**PROBLEM TO SOLVE**
All lines up to and including the one that contains "Task: Click on" are to be transcribed exactly, starting from the first line of the records.

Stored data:
----

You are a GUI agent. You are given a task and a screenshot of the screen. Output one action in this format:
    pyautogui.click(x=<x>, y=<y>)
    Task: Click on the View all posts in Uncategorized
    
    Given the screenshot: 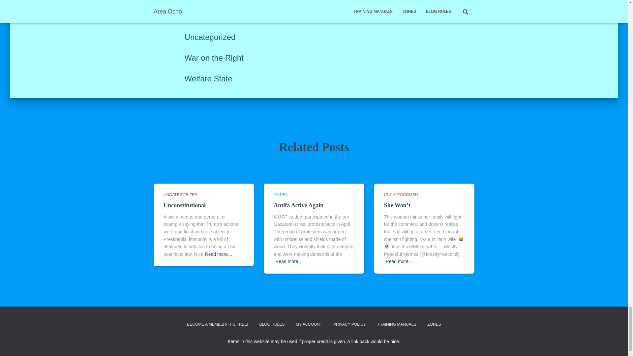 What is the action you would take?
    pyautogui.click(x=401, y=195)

----

**EXERCISE SOLUTION**
You are a GUI agent. You are given a task and a screenshot of the screen. Output one action in this format:
    pyautogui.click(x=<x>, y=<y>)
    Task: Click on the View all posts in Uncategorized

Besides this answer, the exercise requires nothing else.